Today the same group of experimentalists released an updated report in which they reduce one source of error and still see FTL neutrinos. One criticism of the first result was that the different in flight time of the neutrinos was approximately 60 nanoseconds, while the production of the neutrinos took longer than that to produce, and as such it was possible that the neutrinos were just produced a little earlier than expected and hadn't traveled faster than light.

The team has now reduced the production time to only 3 ns, and yet they still see the neutrinos arriving 60ns earlier than expected.However it still is controversial.

For example, since the original report was released last month, physicists have done related calculations as a method of checking the results: 
  • One of particular note is the time lapse between neutrinos and light arriving from the famous 1987 supernova. The two types of particles arrived a few hours apart, which was expected since supernovae release neutrinos a few hours or days ahead the photons of light. If neutrinos could travel as fast as this team suggests, then the neutrinos would have arrived several years earlier - and that did not happen.

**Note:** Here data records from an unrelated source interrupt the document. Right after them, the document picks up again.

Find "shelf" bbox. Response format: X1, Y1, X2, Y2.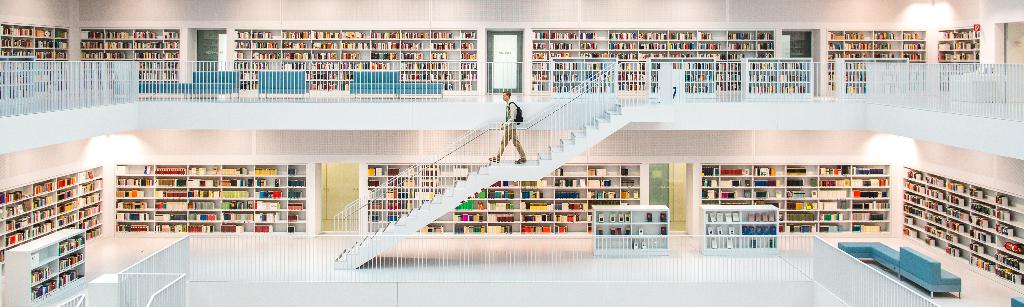
284, 40, 310, 51.
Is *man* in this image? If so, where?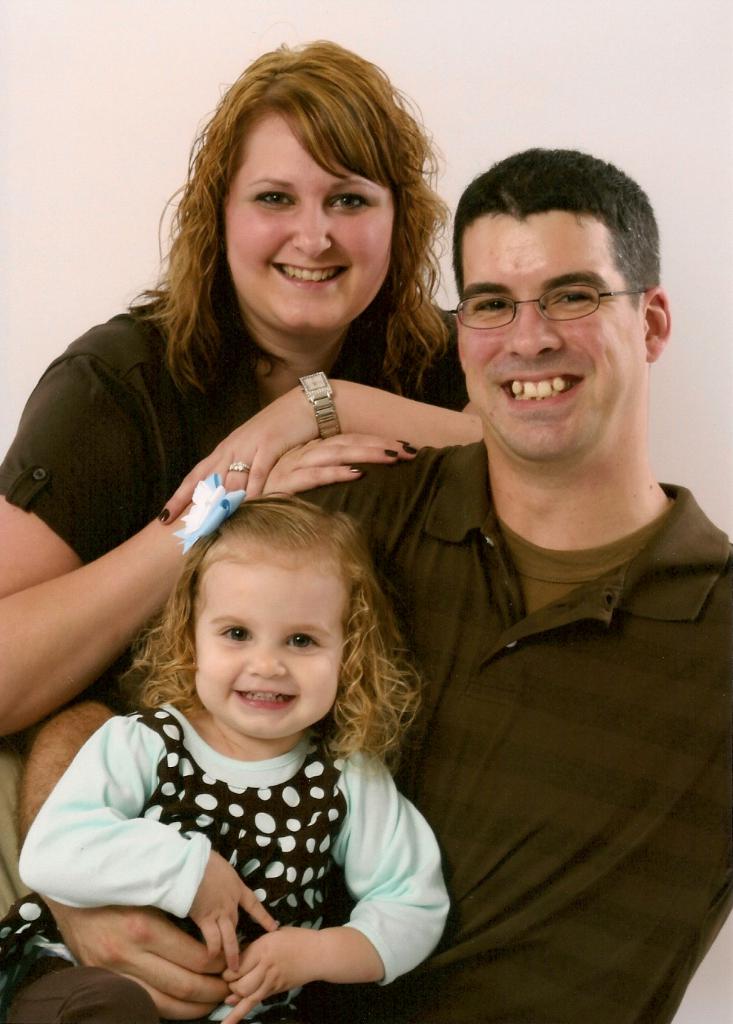
Yes, at bbox=[307, 117, 723, 1001].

  • On a slightly more technical note, it has also been noted that the Standard Model predicts the electrons will travel faster than light if neutrinos do, as a result of symmetry properties and the production of virtual particles. But electron speeds have been very carefully studied for decades and this is not the case.

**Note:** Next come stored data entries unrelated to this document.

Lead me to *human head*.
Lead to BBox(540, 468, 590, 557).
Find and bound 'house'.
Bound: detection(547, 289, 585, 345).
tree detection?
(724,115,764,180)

  • And finally the result that I find most interesting is a measurement of the distance between the source of neutrinos and the detectors. It is a complicated calculation, but the end result is that a calculation of the distance using GPS satellites and including the effects of special relativity indicate that the neutrinos travel a shorter distance than claimed, and coincidentally should arrive 64ns earlier than originally claimed. So the OPERA team is proudly announcing a 60ns early arrival but others have argued that the neutrinos are expected to arrive 64ns early if the correct distance is used.
Obviously this is still a very exciting result, and one that will be studied in great detail. It has already inspired almost 100 papers to be submitted on possible exotic and mundane explanations. And so even if the result is eventually discredited, it will still impose some strict new constraints on new theories of exotic physics. And that is always a good thing for the scientific community!